A glimpse of life under Mao4
For me, this movie did not go far enough to show the great suffering under Mao's leadership, but that might be understandable if there was any hope that the Chinese government would not ban it. Also, this film might not make much sense without some prior knowledge of The Great Leap Forward and the Cultural Revolution. Otherwise, the acting is good and the story is poignant enough at times.

I DISAGREE5
I strongly disagree with James J. J. Janis' review on The Blue Kyte. An effective film doesn't mean that it is a two hour movie that covers everything about the subject, but a two hour movie that opens your minds up to the subject. It'd leave you thinking and wondering. It'd make you want to find out more, asking why and how. Personally, I was very moved by the movie. I too came to the movie with some background knowledge of the topic, but I did not watch the movie thinking that I learned nothing from it. Even though it somewhat echoed a book that I recently read, Son of the Revolution, I still feel like I left the film understanding more and wanting to find out even more.
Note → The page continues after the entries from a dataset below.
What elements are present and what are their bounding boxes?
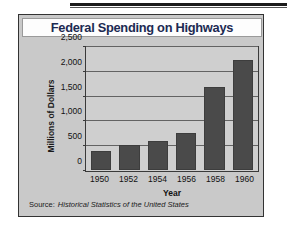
plot-wrapper: 05001,0001,5002,0002,500 <box>85 46 259 172</box>
y-axis-tick-label: 0 <box>77 156 82 166</box>
bar-slot <box>200 48 228 170</box>
bar-1960 <box>233 60 253 170</box>
x-axis-tick-label: 1954 <box>143 174 172 184</box>
x-axis-tick-label: 1960 <box>230 174 259 184</box>
y-axis-tick-label: 1,500 <box>61 82 82 92</box>
bar-1950 <box>91 151 111 170</box>
chart-figure-card: Federal Spending on Highways Millions of… <box>18 14 264 217</box>
bar-1956 <box>176 133 196 170</box>
page-top-rule <box>70 3 287 6</box>
x-axis-tick-label: 1950 <box>85 174 114 184</box>
x-axis-tick-label: 1952 <box>114 174 143 184</box>
bar-1952 <box>119 145 139 170</box>
x-axis-tick-labels: 195019521954195619581960 <box>85 174 259 184</box>
x-axis-tick-label: 1958 <box>201 174 230 184</box>
bar-1954 <box>148 141 168 170</box>
y-axis-tick-mark <box>83 145 86 146</box>
bar-slot <box>144 48 172 170</box>
bars-group <box>87 48 257 170</box>
y-axis-tick-mark <box>83 170 86 171</box>
y-axis-tick-label: 2,000 <box>61 57 82 67</box>
plot-area: 05001,0001,5002,0002,500 <box>85 46 259 172</box>
y-axis-tick-label: 1,000 <box>61 106 82 116</box>
source-note-label: Source: <box>29 200 55 209</box>
gridline <box>86 46 258 47</box>
y-axis-tick-mark <box>83 71 86 72</box>
chart-title-band: Federal Spending on Highways <box>22 18 262 37</box>
y-axis-tick-label: 500 <box>68 131 82 141</box>
y-axis-tick-mark <box>83 46 86 47</box>
x-axis-title: Year <box>85 188 259 198</box>
y-axis-tick-mark <box>83 120 86 121</box>
bar-slot <box>229 48 257 170</box>
y-axis-tick-label: 2,500 <box>61 32 82 42</box>
y-axis-tick-mark <box>83 96 86 97</box>
bar-1958 <box>204 87 224 170</box>
bar-slot <box>87 48 115 170</box>
bar-slot <box>172 48 200 170</box>
x-axis-tick-label: 1956 <box>172 174 201 184</box>
page-top-rule-secondary <box>70 7 287 8</box>
bar-slot <box>115 48 143 170</box>
source-note-text: Historical Statistics of the United Stat… <box>58 200 189 209</box>
source-note: Source:Historical Statistics of the Unit… <box>29 200 189 209</box>
y-axis-title: Millions of Dollars <box>46 61 56 171</box>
However, I have to acknowledge the I do believe that people who can understand Mandarin would appreaciate the movie a bit more than those that don't. Because the subtitles sometimes skips or mistranslates some important phrases. Yes, he might be right that there are scenes that can be cut out to make the film at a reasonable length, but for what? To match Holleywood filmmaking standards? How can you cut any realistic scenes from a movie that is to tell the story. What and who is to determine that only certain details of the peasants' life tell the Chinese communist story and others are just simply unrelavent? Overall, I give this movie a 5 star rating. Because I cannot find another movie that shows more truth about the China under Mao's influence in the late 50's and 60's more than this one particular film.